Small print leads to big problems

Confusion over Luis Suarez’s exit clause might have played its part in last summer’s major saga, but the fine print in a deal can also deliver many benefits for players, clubs and managers.
When Spencer Prior signed for Cardiff in 2001, club chairman and banter enthusiast Sam Hammann insisted on a clause in the defender’s contract compelling him to enjoy “a physical liaison with a sheep and eat sheep’s testicles” during his Ninian Park stay.
Hamann generously waived the ovine relations requirement, but Prior grimaced through a plate of the delicacy, or so he thought.
Hammann told him afterwards it was chicken.
Liverpool didn’t always leave loose ends untied. When Stig Inge Bjornebye arrived at Anfield in 1992, any lingering ambitions to emulate his Olympian dad’s ski jump achievements were scuppered by a contractual ban on winter sports. Nowadays, clauses banning adventure sports are common.
But in 1999, far-sighted Sunderland added a clause precluding astronomy-fancying Swedish midfielder Stefan Schwarz from travelling into space while he was still wearing the candystripes.

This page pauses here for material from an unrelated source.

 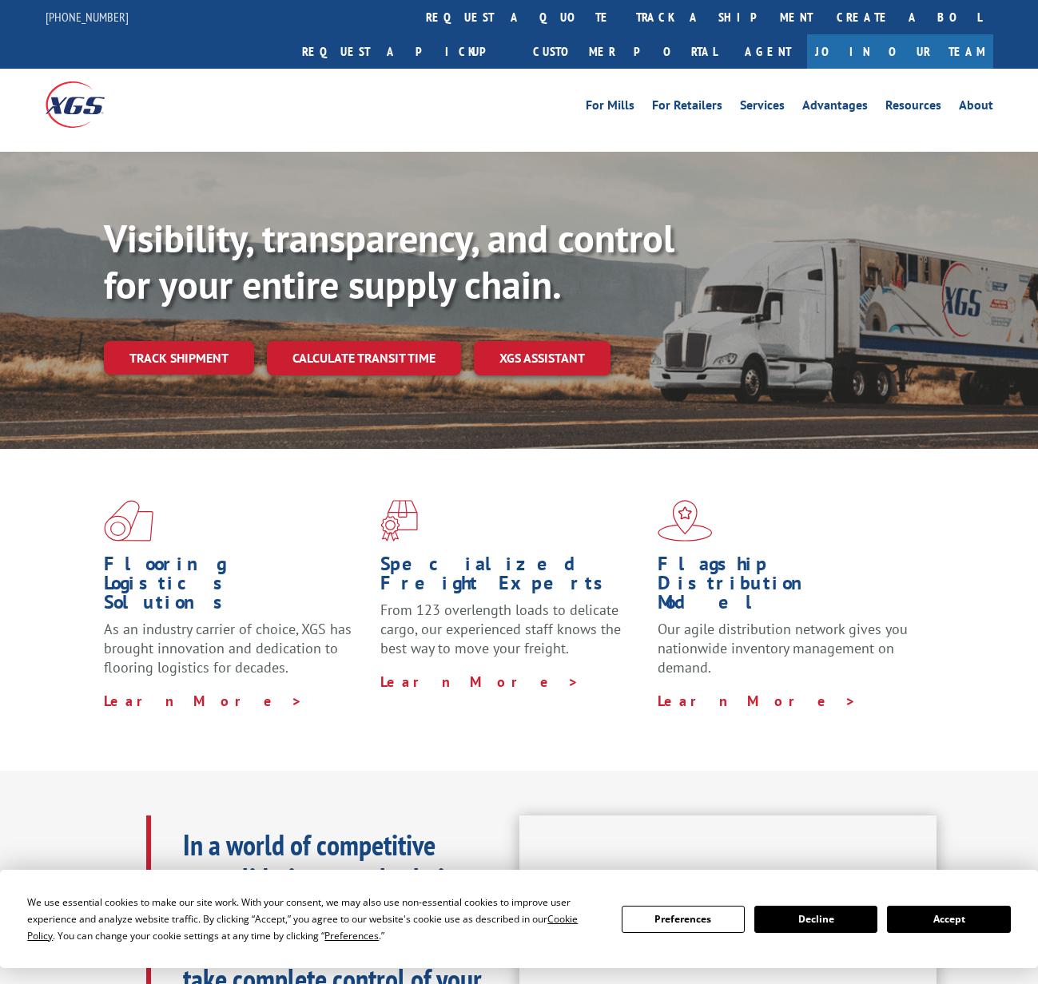 I want to click on img: xgs-icon-total-supply-chain-intelligence-red, so click(x=129, y=521).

Liverpool were also one of the first clubs off the mark with the now common buyback clause. But even in 1977, they were chancing their arm a little with the legals. When Kevin Keegan left for Hamburg, club secretary Peter Robinson did his best to secure first refusal on a return, but didn’t sound convinced. “I would not like to say whether this agreement is legally binding. It could possibly be considered a restraint of trade.”

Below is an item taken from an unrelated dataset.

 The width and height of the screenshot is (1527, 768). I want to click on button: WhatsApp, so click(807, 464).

If clubs are understandably anxious to protect themselves against players overdoing it off the field, there are also clauses to deal with the footballer who wears a beaten path between sofa and fridge. When Crystal Palace signed the well-padded Neil Ruddock, chairman Simon Jordan insisted on an automatic 10% penalty on Razor’s wages if he tipped the scales above a quite generous 220 pound allowance.

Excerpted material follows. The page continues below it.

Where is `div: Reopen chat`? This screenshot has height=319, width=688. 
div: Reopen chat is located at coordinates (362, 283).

Some of the more hands-on Premier League chairmen of recent times might be interested in a more delicate form of control freakery. Creative contract crafter Sam Hamman is again the trailblazer in this area, this time during his Wimbledon days. When Bobby Gould took over as manager, his employment contract allegedly allowed Hamman to change Gould’s team selection up to 45 minutes before any match. Gould later claimed the clause was never activated.
A typical Premier League contract will nail down a range of relocation entitlements — particularly for an overseas arrival — such as hotel stays, rent allowances and free flights home. But legend has it that one of Paul Gascoigne’s contracts insisted that he be housed near a fishing lake, while unreconstructed Congolese midfielder Rolf-Christel Guie-Mien apparently hammered out a deal with Eintracht Frankfurt that his inconvenience be alleviated by free cooking lessons for his wife.
It is widely known that Dennis Bergkamp insisted on a clause in his Arsenal contracts specifying that he couldn’t be forced on board an aeroplane. Also sensing turbulence up ahead, German Bernd Stange insisted on two clauses when he took over as Iraq manager in 2002. The first excused him from any political comment in interviews or press conferences, quite a negotiating feat since he reported directly to Saddam Hussein’s son Uday. The second allowed him to leave the post if war broke out. “If war comes, my job is finished because all the soccer players will have to go to the army and many of them will die,” he said at the time. Stange left Baghdad before the US invasion a year later, but returned to guide the team to fourth at the 2004 Olympics.
It’s not all about wins and goals and assists, just how do you measure improvement? In cash, of course. When Charlie Adam left Blackpool for Liverpool, his manager, Ian Holloway, revealed his contract entitled him to a cut of the transfer fee of any player that he coached at the club.
But not everyone is driven by his bank balance. Variety-loving German striker Giuseppe Reina apparently reached an agreement that Arminia Bielefeld would build him a new house during each year of his three-year contract.